A gathering of people who shared the adventure of coming to the End of the Road 35 to 45 years ago would allow us to pool interesting tales of the past, to catch up on what’s happened since then, and to reflect on the role of that place and time in the stories of our own lives.

As I did my homework this morning, the words of another teacher, Henry David Thoreau, came to mind–words which stirred me into undertaking that adventure in 1970 and which today close the great gap of time between then and now:

“I went to the woods because I wished to live deliberately, to front only the essential facts of life, and see if I could not learn what it had to teach, and not, when I came to die, discover that I had not lived.”

 

 

 

 

 

 

 

 

 

I’ll Remember April

Friday, October 21st, 2016

(April Wells 1943-2016)

I loved you for your name–
the bloom of youth, the standing daffodil.

I loved you for your voice, in full Canadian lilt
Its high and low note chord.

I loved you for your strength,
To clear the brush and split the wood,
and raise those kids alone
in the dark house across the road.

I loved you for the gifts you brought”grace and song and dance

kenneth to left, april wells, debbie keane, steven marx, backrow joann sorenson, jan christie

And for the gifts you gave–confidence and joy

I loved you for your laugh.

1982aprilwells

End of the Road at the SLO Film Festival

Thursday, February 16th, 2017

Lost and Found

Friday, August 19th, 2022

Hi Alexander

I came across your film as accidentally as you came across my Shakespeare at Swanton website.

As part of general downsizing efforts, a couple of weeks ago my wife, Jan, sent a beautiful Afghan dress she acquired in 1972, when we homesteaded in the woods of British Columbia, to a friend born and still living there, who took a photo of it, worn by her daughter riding a ropeswing on the property their family leases from us.

Seeing it reminded me of another woodland use of the dress in 1999 at Swanton Ranch. So I googled the old website to download a picture of it worn by  a student playing Hermia in scenes from A Midsummernight’s Dream that the class filmed there.

I was amazed to find the link to your “Shakespeare at Swanton” video and astounded to watch it.

I’m still pulsing with the world wide web of connections it activated. Parallel surprises of happening upon a relic in the course of searching for lost treasure—lost through fire and aging and through the digital loss of “bitrot” and software updates.

And parallel grief for the losses of Time: 1960’s back-to-the-land hippies turning 80, ’90’s English majors now in their ’40’s, a 2021 forestry student graduated and out in the world.
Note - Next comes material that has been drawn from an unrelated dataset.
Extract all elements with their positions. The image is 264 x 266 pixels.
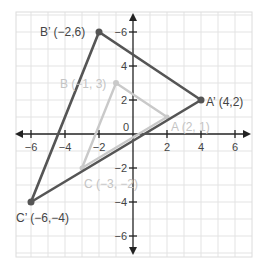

And the transformation of it all, through memory and art, via the alchemy of Shakespeare.
___________________

March 2024 Postscript: A further variation on the theme of Alex’ video and this post.  Shortly after this entry was written, Cal Poly University erased the whole website which included “Shakespeare at Swanton” from its server. Almost two years later, the site was resurrected from its 404 grave on a different server with a new URL–smarxpoly.net–which allowed for the link here to be reactivated. Thank you, Ty Griffin, for all the work you did to make this happen.